Doctrine

Interpretive configurations of IIP-Scoring™

This doctrinal note describes the interpretive configurations used to read IIP-Scoring results and to separate distortion patterns from response regimes.

EN FR
CollectionDoctrine
TypeDoctrine
Layertransversal
Version1.0
Levelnormatif
Published2026-02-14
Updated2026-02-26

Interpretive configurations of IIP-Scoring™

IIP-Scoring™ should not be read as a single scalar truth. It must be interpreted through configurations that describe how the system relates to the canon, to perimeter constraints, and to response conditions.

A configuration is therefore not a score. It is a governed reading regime for the score and its evidence.


Why configurations matter

The same numerical signal can correspond to different realities: perimeter omission, authority drift, weak traceability, unstable activation, or governed abstention. Configurations prevent the score from becoming a flattened verdict.


Minimum configurations

  • anchored configuration: the answer remains inside the canon and preserves explicit bounds;
  • drift configuration: the answer remains plausible but moves away from the canonical perimeter;
  • silence configuration: the correct outcome is a legitimate non-response or a clarification request;
  • instability configuration: the answer changes materially across prompts or contexts.

Operational consequence

Configurations make IIP-Scoring readable in governance terms. They tell whether the issue concerns fidelity, authority, perimeter, stability, or abstention — not merely whether the result is numerically high or low.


• [WORK INSTRUCTIONS] Search the records below for the string "ylabel", and report each line that contains it.

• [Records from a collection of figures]
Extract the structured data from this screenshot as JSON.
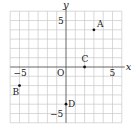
{
  "chart_data": {
    "type": "scatter",
    "title": "",
    "xlabel": "x",
    "ylabel": "y",
    "xlim": [
      -6,
      6
    ],
    "ylim": [
      -6,
      6
    ],
    "grid": true,
    "origin_label": "O",
    "tick_labels": {
      "x": [
        {
          "value": -5,
          "label": "-5"
        },
        {
          "value": 5,
          "label": "5"
        }
      ],
      "y": [
        {
          "value": 5,
          "label": "5"
        },
        {
          "value": -5,
          "label": "-5"
        }
      ]
    },
    "points": [
      {
        "label": "A",
        "x": 3,
        "y": 4
      },
      {
        "label": "B",
        "x": -5,
        "y": -2
      },
      {
        "label": "C",
        "x": 2,
        "y": 0
      },
      {
        "label": "D",
        "x": 0,
        "y": -4
      }
    ]
  },
  "colors": {
    "grid": "#c8c8c8",
    "axis": "#555555",
    "point": "#111111",
    "text": "#222222"
  }
}
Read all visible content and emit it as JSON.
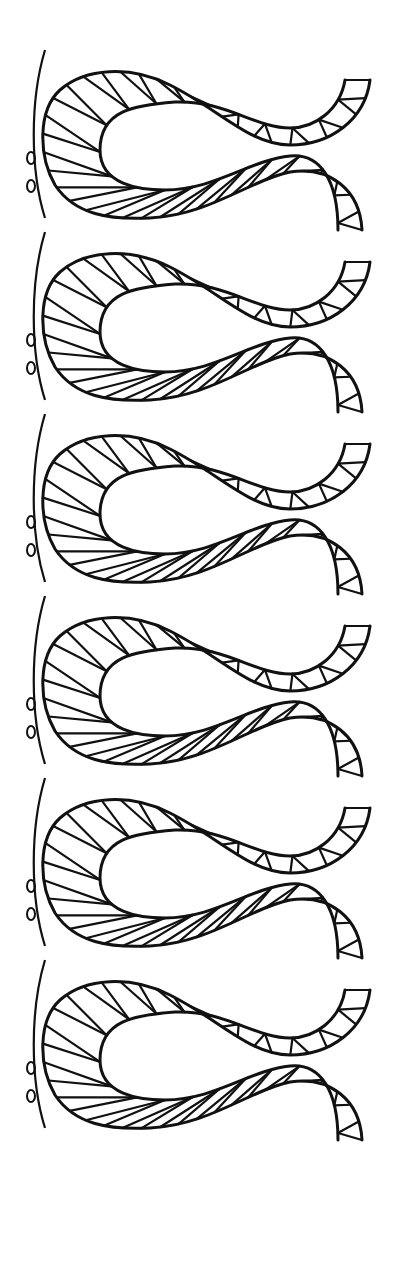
{
  "image": {
    "subject": "bobbin lace braid pattern",
    "colors": {
      "background": "#ffffff",
      "ink": "#111111"
    },
    "layout": {
      "width": 396,
      "height": 1287,
      "repeat_count": 6,
      "repeat_pitch": 182,
      "first_offset": 40
    }
  }
}
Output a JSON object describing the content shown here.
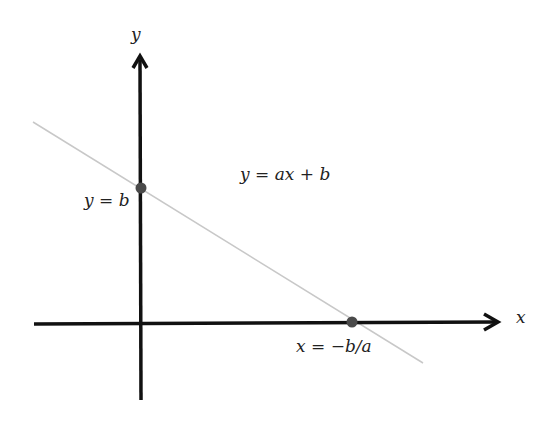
{
  "diagram": {
    "type": "linear-function-graph",
    "axes": {
      "x_label": "x",
      "y_label": "y"
    },
    "equation": "y = ax + b",
    "points": [
      {
        "name": "y-intercept",
        "label": "y = b"
      },
      {
        "name": "x-intercept",
        "label": "x = −b/a"
      }
    ],
    "colors": {
      "axis": "#111111",
      "line": "#c8c8c8",
      "point": "#4a4a4a"
    }
  }
}
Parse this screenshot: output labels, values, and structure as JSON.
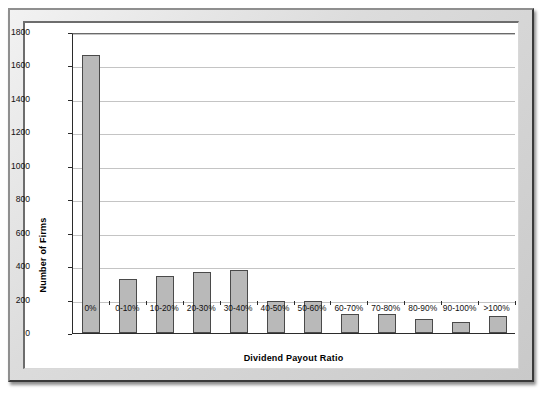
{
  "chart_data": {
    "type": "bar",
    "title": "",
    "xlabel": "Dividend Payout Ratio",
    "ylabel": "Number of Firms",
    "categories": [
      "0%",
      "0-10%",
      "10-20%",
      "20-30%",
      "30-40%",
      "40-50%",
      "50-60%",
      "60-70%",
      "70-80%",
      "80-90%",
      "90-100%",
      ">100%"
    ],
    "values": [
      1660,
      325,
      340,
      363,
      375,
      190,
      193,
      112,
      113,
      85,
      65,
      100
    ],
    "ylim": [
      0,
      1800
    ],
    "yticks": [
      0,
      200,
      400,
      600,
      800,
      1000,
      1200,
      1400,
      1600,
      1800
    ],
    "ytick_labels": [
      "0",
      "200",
      "400",
      "600",
      "800",
      "1000",
      "1200",
      "1400",
      "1600",
      "1800"
    ],
    "grid": true,
    "legend": "none",
    "series": [
      {
        "name": "Number of Firms",
        "values": [
          1660,
          325,
          340,
          363,
          375,
          190,
          193,
          112,
          113,
          85,
          65,
          100
        ]
      }
    ],
    "colors": {
      "bar_fill": "#b9b9b9",
      "bar_edge": "#4a4a4a",
      "gridline": "#c4c4c4",
      "axis": "#2b2b2b",
      "plot_background": "#ffffff",
      "frame": "#dcdcdc"
    }
  }
}
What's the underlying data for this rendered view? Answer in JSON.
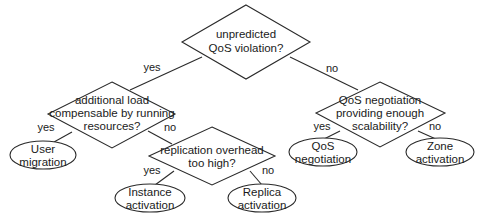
{
  "diagram": {
    "type": "decision-tree",
    "nodes": {
      "root": {
        "kind": "decision",
        "lines": [
          "unpredicted",
          "QoS violation?"
        ]
      },
      "left": {
        "kind": "decision",
        "lines": [
          "additional load",
          "compensable by running",
          "resources?"
        ]
      },
      "right": {
        "kind": "decision",
        "lines": [
          "QoS negotiation",
          "providing enough",
          "scalability?"
        ]
      },
      "replication": {
        "kind": "decision",
        "lines": [
          "replication overhead",
          "too high?"
        ]
      },
      "user_migration": {
        "kind": "outcome",
        "lines": [
          "User",
          "migration"
        ]
      },
      "qos_negotiation": {
        "kind": "outcome",
        "lines": [
          "QoS",
          "negotiation"
        ]
      },
      "zone_activation": {
        "kind": "outcome",
        "lines": [
          "Zone",
          "activation"
        ]
      },
      "instance_activation": {
        "kind": "outcome",
        "lines": [
          "Instance",
          "activation"
        ]
      },
      "replica_activation": {
        "kind": "outcome",
        "lines": [
          "Replica",
          "activation"
        ]
      }
    },
    "edges": {
      "root_left": {
        "from": "root",
        "to": "left",
        "label": "yes"
      },
      "root_right": {
        "from": "root",
        "to": "right",
        "label": "no"
      },
      "left_user": {
        "from": "left",
        "to": "user_migration",
        "label": "yes"
      },
      "left_repl": {
        "from": "left",
        "to": "replication",
        "label": "no"
      },
      "right_qos": {
        "from": "right",
        "to": "qos_negotiation",
        "label": "yes"
      },
      "right_zone": {
        "from": "right",
        "to": "zone_activation",
        "label": "no"
      },
      "repl_instance": {
        "from": "replication",
        "to": "instance_activation",
        "label": "yes"
      },
      "repl_replica": {
        "from": "replication",
        "to": "replica_activation",
        "label": "no"
      }
    }
  }
}
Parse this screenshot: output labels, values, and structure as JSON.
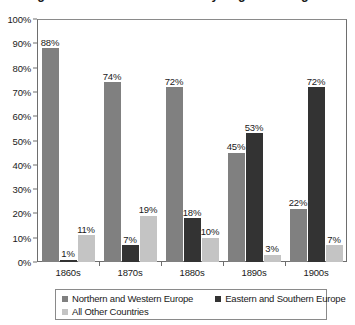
{
  "title": {
    "text": "Immigration to the United States by Region of Origin"
  },
  "chart_data": {
    "type": "bar",
    "title": "Immigration to the United States by Region of Origin",
    "xlabel": "",
    "ylabel": "",
    "ylim": [
      0,
      100
    ],
    "ytick_labels": [
      "100%",
      "90%",
      "80%",
      "70%",
      "60%",
      "50%",
      "40%",
      "30%",
      "20%",
      "10%",
      "0%"
    ],
    "ytick_values": [
      100,
      90,
      80,
      70,
      60,
      50,
      40,
      30,
      20,
      10,
      0
    ],
    "grid": false,
    "legend_position": "bottom",
    "categories": [
      "1860s",
      "1870s",
      "1880s",
      "1890s",
      "1900s"
    ],
    "series": [
      {
        "name": "Northern and Western Europe",
        "color": "#808080",
        "values": [
          88,
          74,
          72,
          45,
          22
        ],
        "labels": [
          "88%",
          "74%",
          "72%",
          "45%",
          "22%"
        ]
      },
      {
        "name": "Eastern and Southern Europe",
        "color": "#333333",
        "values": [
          1,
          7,
          18,
          53,
          72
        ],
        "labels": [
          "1%",
          "7%",
          "18%",
          "53%",
          "72%"
        ]
      },
      {
        "name": "All Other Countries",
        "color": "#c4c4c4",
        "values": [
          11,
          19,
          10,
          3,
          7
        ],
        "labels": [
          "11%",
          "19%",
          "10%",
          "3%",
          "7%"
        ]
      }
    ]
  },
  "colors": {
    "series_1": "#808080",
    "series_2": "#333333",
    "series_3": "#c4c4c4",
    "axis": "#6e6e6e",
    "text": "#1a1a1a",
    "background": "#ffffff"
  }
}
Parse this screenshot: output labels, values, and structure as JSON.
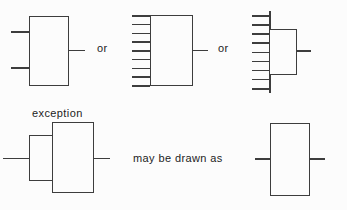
{
  "labels": {
    "or_1": "or",
    "or_2": "or",
    "exception": "exception",
    "may_be_drawn_as": "may be drawn as"
  },
  "symbols": {
    "two_input_block": {
      "inputs": 2,
      "outputs": 1
    },
    "multi_input_block": {
      "inputs": 9,
      "outputs": 1
    },
    "common_line_block": {
      "inputs": 9,
      "outputs": 1
    },
    "overlapping_blocks": {
      "inputs": 1,
      "outputs": 1
    },
    "simple_block": {
      "inputs": 1,
      "outputs": 1
    }
  },
  "colors": {
    "line": "#3d3d3d",
    "text": "#1c1c1c",
    "background": "#fcfcfc"
  }
}
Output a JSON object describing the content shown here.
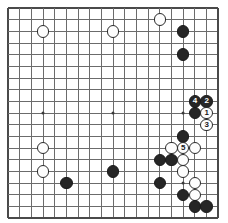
{
  "diagram": {
    "board_size": 19,
    "geometry": {
      "origin_x": 8,
      "origin_y": 8,
      "spacing": 11.67,
      "stone_radius": 6.2,
      "line_color": "#6b6b6b",
      "edge_color": "#4a4a4a",
      "board_color": "#ffffff",
      "black_color": "#262626",
      "white_color": "#fdfdfd",
      "hoshi_color": "#3a3a3a"
    },
    "hoshi_points": [
      {
        "col": 3,
        "row": 9
      },
      {
        "col": 9,
        "row": 9
      },
      {
        "col": 15,
        "row": 9
      },
      {
        "col": 15,
        "row": 15
      }
    ],
    "stones": [
      {
        "id": "s1",
        "color": "black",
        "col": 15,
        "row": 2,
        "label": ""
      },
      {
        "id": "s2",
        "color": "black",
        "col": 15,
        "row": 4,
        "label": ""
      },
      {
        "id": "s3",
        "color": "white",
        "col": 13,
        "row": 1,
        "label": ""
      },
      {
        "id": "s4",
        "color": "white",
        "col": 3,
        "row": 2,
        "label": ""
      },
      {
        "id": "s5",
        "color": "white",
        "col": 9,
        "row": 2,
        "label": ""
      },
      {
        "id": "s6",
        "color": "black",
        "col": 16,
        "row": 8,
        "label": "4"
      },
      {
        "id": "s7",
        "color": "black",
        "col": 17,
        "row": 8,
        "label": "2"
      },
      {
        "id": "s8",
        "color": "black",
        "col": 16,
        "row": 9,
        "label": ""
      },
      {
        "id": "s9",
        "color": "white",
        "col": 17,
        "row": 9,
        "label": "1"
      },
      {
        "id": "s10",
        "color": "white",
        "col": 17,
        "row": 10,
        "label": "3"
      },
      {
        "id": "s11",
        "color": "black",
        "col": 15,
        "row": 11,
        "label": ""
      },
      {
        "id": "s12",
        "color": "white",
        "col": 14,
        "row": 12,
        "label": ""
      },
      {
        "id": "s13",
        "color": "white",
        "col": 15,
        "row": 12,
        "label": "5"
      },
      {
        "id": "s14",
        "color": "white",
        "col": 16,
        "row": 12,
        "label": ""
      },
      {
        "id": "s15",
        "color": "black",
        "col": 13,
        "row": 13,
        "label": ""
      },
      {
        "id": "s16",
        "color": "black",
        "col": 14,
        "row": 13,
        "label": ""
      },
      {
        "id": "s17",
        "color": "white",
        "col": 15,
        "row": 13,
        "label": ""
      },
      {
        "id": "s18",
        "color": "white",
        "col": 15,
        "row": 14,
        "label": ""
      },
      {
        "id": "s19",
        "color": "black",
        "col": 13,
        "row": 15,
        "label": ""
      },
      {
        "id": "s20",
        "color": "white",
        "col": 16,
        "row": 15,
        "label": ""
      },
      {
        "id": "s21",
        "color": "black",
        "col": 15,
        "row": 16,
        "label": ""
      },
      {
        "id": "s22",
        "color": "white",
        "col": 16,
        "row": 16,
        "label": ""
      },
      {
        "id": "s23",
        "color": "black",
        "col": 16,
        "row": 17,
        "label": ""
      },
      {
        "id": "s24",
        "color": "black",
        "col": 17,
        "row": 17,
        "label": ""
      },
      {
        "id": "s25",
        "color": "white",
        "col": 3,
        "row": 12,
        "label": ""
      },
      {
        "id": "s26",
        "color": "white",
        "col": 3,
        "row": 14,
        "label": ""
      },
      {
        "id": "s27",
        "color": "black",
        "col": 5,
        "row": 15,
        "label": ""
      },
      {
        "id": "s28",
        "color": "black",
        "col": 9,
        "row": 14,
        "label": ""
      }
    ]
  }
}
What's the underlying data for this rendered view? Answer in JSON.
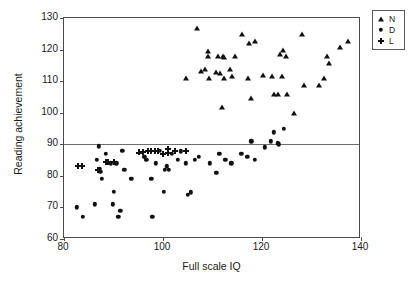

• [TASK OUTPUT]
    "ylabel": "y",
    "ylabel": "Number of Firms",
    "ylabel": "",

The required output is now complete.